At the risk of appearing disingenuous, I don't really think of myself as 'writing humor.' I'm simply reporting on the world I observe, which is frequently hilarious.
Richard RussoRead
You just kind of have faith. If that sounds kind of mystical, it's because I really don't know how it works, but I trust that it does. I try to write the way I read, in order to find out what happens next.
Interpretation
This quote emphasizes the importance of faith in the creative process and trusting the journey of writing.
Richard Russo discusses the often mysterious nature of creativity and the act of writing. He highlights that by having faith—despite uncertainty—creators can allow their writing to unfold organically, much like how readers engage with a narrative to discover what happens next. This perspective underscores the idea that embracing the unknown can lead to unexpected and meaningful outcomes.
In practice
In a motivational workshop for writers, this quote can inspire participants to trust their creative instincts.
At the risk of appearing disingenuous, I don't really think of myself as 'writing humor.' I'm simply reporting on the world I observe, which is frequently hilarious.
I think that if people are instructed about anything, it should be about the nature of cruelty. And about why people behave so cruelly to each other. And what kind of satisfactions they derive from it. And why there is always a cost, and a price to be paid.
I have to have a character worth caring about. I tend not to start writing books about people I don't have a lot of sympathy for because I'm just going to be with them too long.
My books are elegiac in the sense that they're odes to a nation that even I sometimes think may not exist anymore except in my memory and my imagination.
I told him the truth, that I loved him and didn't regret anything about our lives together. But do we ever 'tell the truth, the whole truth, and nothing but the truth, so help me God' as my father used to say, to those we love? Or even to ourselves? Don't even the best and most fortunate of lives hint at other possibilities, at a different kind of sweetness and, yes, bitterness too? Isn't this why we can't help feeling cheated, even when we know we haven't been?
He'd discovered that his memories of that summer were like bad movie montages - young lovers tossing a Frisbee in the park, sharing a melting ice-cream cone, bicycling along the river, laughing, talking, kissing, a sappy score drowning out the dialogue because the screenwriter had no idea what these two people might say to each other.
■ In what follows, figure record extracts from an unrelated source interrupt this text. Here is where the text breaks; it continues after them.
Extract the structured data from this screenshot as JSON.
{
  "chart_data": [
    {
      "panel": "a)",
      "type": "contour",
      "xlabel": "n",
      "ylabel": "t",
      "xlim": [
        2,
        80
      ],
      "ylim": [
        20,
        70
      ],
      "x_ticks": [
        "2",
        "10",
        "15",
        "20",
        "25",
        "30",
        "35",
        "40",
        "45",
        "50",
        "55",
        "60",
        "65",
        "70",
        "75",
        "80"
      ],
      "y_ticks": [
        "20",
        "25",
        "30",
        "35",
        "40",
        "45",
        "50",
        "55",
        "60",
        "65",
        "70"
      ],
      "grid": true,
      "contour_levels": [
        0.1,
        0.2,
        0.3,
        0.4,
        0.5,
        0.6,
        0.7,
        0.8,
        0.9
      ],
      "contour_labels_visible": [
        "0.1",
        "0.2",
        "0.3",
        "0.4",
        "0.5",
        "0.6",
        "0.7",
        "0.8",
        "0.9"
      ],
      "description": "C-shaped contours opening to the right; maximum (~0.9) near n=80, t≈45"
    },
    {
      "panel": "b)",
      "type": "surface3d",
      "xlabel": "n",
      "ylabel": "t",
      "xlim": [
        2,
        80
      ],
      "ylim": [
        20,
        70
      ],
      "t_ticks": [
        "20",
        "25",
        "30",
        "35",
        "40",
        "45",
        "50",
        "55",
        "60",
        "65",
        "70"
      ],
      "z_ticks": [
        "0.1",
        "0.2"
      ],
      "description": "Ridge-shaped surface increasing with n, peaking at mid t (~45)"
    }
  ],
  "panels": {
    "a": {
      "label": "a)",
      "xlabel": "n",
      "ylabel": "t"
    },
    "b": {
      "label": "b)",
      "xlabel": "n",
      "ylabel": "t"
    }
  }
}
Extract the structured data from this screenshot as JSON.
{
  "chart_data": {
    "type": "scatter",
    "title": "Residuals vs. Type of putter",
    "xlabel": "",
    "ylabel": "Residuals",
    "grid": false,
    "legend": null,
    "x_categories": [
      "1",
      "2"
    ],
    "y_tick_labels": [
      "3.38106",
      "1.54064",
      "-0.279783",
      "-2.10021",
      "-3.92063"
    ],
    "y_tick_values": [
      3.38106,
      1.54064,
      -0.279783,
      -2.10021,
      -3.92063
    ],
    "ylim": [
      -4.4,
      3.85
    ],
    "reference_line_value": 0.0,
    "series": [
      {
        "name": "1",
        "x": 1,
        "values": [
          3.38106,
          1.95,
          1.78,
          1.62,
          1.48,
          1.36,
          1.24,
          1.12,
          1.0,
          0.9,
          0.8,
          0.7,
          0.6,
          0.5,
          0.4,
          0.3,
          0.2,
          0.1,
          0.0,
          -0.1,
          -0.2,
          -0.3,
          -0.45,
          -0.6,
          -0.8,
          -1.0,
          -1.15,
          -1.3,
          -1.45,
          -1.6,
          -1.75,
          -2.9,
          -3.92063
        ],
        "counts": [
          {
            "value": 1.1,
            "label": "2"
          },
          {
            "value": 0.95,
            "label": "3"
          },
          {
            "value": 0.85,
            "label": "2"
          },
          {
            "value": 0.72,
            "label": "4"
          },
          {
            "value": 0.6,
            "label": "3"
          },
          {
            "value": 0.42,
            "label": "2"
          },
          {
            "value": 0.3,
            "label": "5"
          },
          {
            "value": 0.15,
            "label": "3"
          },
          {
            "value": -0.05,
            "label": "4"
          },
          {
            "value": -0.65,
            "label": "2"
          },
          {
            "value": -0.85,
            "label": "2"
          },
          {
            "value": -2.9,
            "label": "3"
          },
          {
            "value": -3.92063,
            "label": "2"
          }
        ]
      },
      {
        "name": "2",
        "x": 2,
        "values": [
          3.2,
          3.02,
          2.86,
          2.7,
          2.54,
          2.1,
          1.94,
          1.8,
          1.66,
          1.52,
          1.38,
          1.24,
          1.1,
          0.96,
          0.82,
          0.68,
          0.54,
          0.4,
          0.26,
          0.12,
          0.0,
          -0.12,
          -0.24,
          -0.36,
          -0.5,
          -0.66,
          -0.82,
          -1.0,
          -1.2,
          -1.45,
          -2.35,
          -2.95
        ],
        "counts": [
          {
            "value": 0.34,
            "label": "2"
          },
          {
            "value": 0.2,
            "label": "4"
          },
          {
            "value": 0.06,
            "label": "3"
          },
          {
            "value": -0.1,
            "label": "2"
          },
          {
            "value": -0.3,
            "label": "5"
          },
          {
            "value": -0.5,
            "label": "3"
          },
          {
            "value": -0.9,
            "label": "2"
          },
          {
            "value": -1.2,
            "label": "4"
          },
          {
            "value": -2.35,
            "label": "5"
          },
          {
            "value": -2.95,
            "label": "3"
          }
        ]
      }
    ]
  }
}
You always want to quit while you are ahead. You don't want to be like a fighter who stays too long in the ring until you're not performing at your best.
Make an island of yourself, make yourself your refuge; there is no other refuge. Make truth your island, make truth your refuge; there is no other refuge.
It is very difficult to make really big, important, life-changing decisions because we are all susceptible to a formidable array of decision biases. There are more of them than we realize, and they come to visit us more often than we like to admit.
If it's painful, you become willing not just to endure it but also to let it awaken your heart and soften you. You learn to embrace it.
The best protection for the people is not necessarily to believe everything people tell them.
Self-talk, for me, has been the biggest thing in my life. A lot of us have a dialogue that is crap. It's a crappy dialogue. We live in a world right now that is very external. Everything is very on the surface. Superficial. Everything. And what we're telling ourselves is what we see on TV.